This day means a lot to me, I often call it the most hopeful day, the day, when the light comes in. And I still do, even after watching and raging for the past three days at what has been going on in my country and what is going on elsewhere. I could list all the angry and insightful quotes and statements I have collected, the memes and the poster images and the cartoons, thank goodness for nasty cartoons. But instead, I look out over the hoar frosted garden, bright sunlight, the birds picking through the handful of nuts and seeds on the patio table, the squirrels racing across the lawn and into the hazel bush.
Before sunrise, I hear the blackbirds singing out their mating songs. And this is my song for today.
Today, I want to whisper in people's ears: Don't be afraid of change, because the current situation means a climate crisis, wars, inequality, noise, oppression, species extinction, oligarchy, lack of education, violence ... Nothing that is worth fighting to preserve. So you have nothing to lose by embarking on the adventure of improving the world. Do your best to separate the signal from the noise.
We exist together. We don’t have to do any of this alone.Nandi Rose
Perhaps this is all we can give each other right now—the promise of support and camaraderie and love. There are things that will not get better—things that will be irrevocably lost—but then there are things, hopefully, that will: our care for each other. Our care for the land. Our involvement in our communities. Our capacity for love.
Getting better at loving, I think, means sitting with the hard stuff, not being afraid of it, not turning away. Maybe we can learn to undo the language of betterment in favor of something more honest and true: not I hope you feel better but I’m with you as things get worse.
Tomorrow is my sister's 70th birthday. She has been mad at me since forever, we are in a constant competition of who can come up with the best, veiled insult, the sharpest sarcastic remark, the nicest grandchild, the worst chronic pain and so on. We are both carrying wounds that will never heal. I know I owe my life to her. I knitted this pair of mittens for her. The pattern is from a book I found in a second hand shop ages ago, it's an old Estonian pattern. The book is full of wonderful mittens and socks in these traditinal techniques and patterns. I've copied every single one of them over the years. A long time ago, I knitted one of these mittens for a therapist I went to for a while. I carefully chose the softest wool and fretted over the pattern a good deal. She refused to accept them, something about professional standards, about not allowing client's work on her skin and so on. I dropped the mittens in a bin on the way home.
Anyway, that was a very long time ago. These here are the ones I sent to my sister.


### [Problem description]
Please quote exactly the lines below from the line containing "Task: Click on the label: Last" to the line containing "The height and", both lines included, and nothing else.
*** Opening of Entries shown ***
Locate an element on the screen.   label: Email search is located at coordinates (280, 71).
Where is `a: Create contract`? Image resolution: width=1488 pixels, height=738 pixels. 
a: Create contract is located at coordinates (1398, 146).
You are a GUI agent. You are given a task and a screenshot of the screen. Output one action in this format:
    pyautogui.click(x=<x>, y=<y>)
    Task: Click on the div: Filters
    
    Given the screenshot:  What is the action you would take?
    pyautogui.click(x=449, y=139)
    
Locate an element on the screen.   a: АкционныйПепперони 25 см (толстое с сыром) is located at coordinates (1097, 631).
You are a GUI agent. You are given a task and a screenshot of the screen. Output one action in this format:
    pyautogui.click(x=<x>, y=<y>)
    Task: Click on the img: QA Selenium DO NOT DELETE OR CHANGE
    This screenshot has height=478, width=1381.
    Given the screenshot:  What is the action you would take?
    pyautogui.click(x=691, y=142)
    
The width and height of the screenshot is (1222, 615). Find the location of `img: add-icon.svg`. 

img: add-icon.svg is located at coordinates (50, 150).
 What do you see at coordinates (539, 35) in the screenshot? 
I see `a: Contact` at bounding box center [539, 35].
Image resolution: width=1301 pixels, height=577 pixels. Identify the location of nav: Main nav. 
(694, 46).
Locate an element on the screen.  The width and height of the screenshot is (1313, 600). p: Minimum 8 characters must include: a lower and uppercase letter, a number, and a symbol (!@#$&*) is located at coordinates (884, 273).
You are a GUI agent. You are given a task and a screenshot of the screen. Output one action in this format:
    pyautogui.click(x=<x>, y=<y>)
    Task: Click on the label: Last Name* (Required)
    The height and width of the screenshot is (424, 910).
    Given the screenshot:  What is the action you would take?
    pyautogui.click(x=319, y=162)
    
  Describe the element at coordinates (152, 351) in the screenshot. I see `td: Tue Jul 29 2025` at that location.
*** Close of Entries shown ***
### [Expected answer]
    Task: Click on the label: Last Name* (Required)
    The height and width of the screenshot is (424, 910).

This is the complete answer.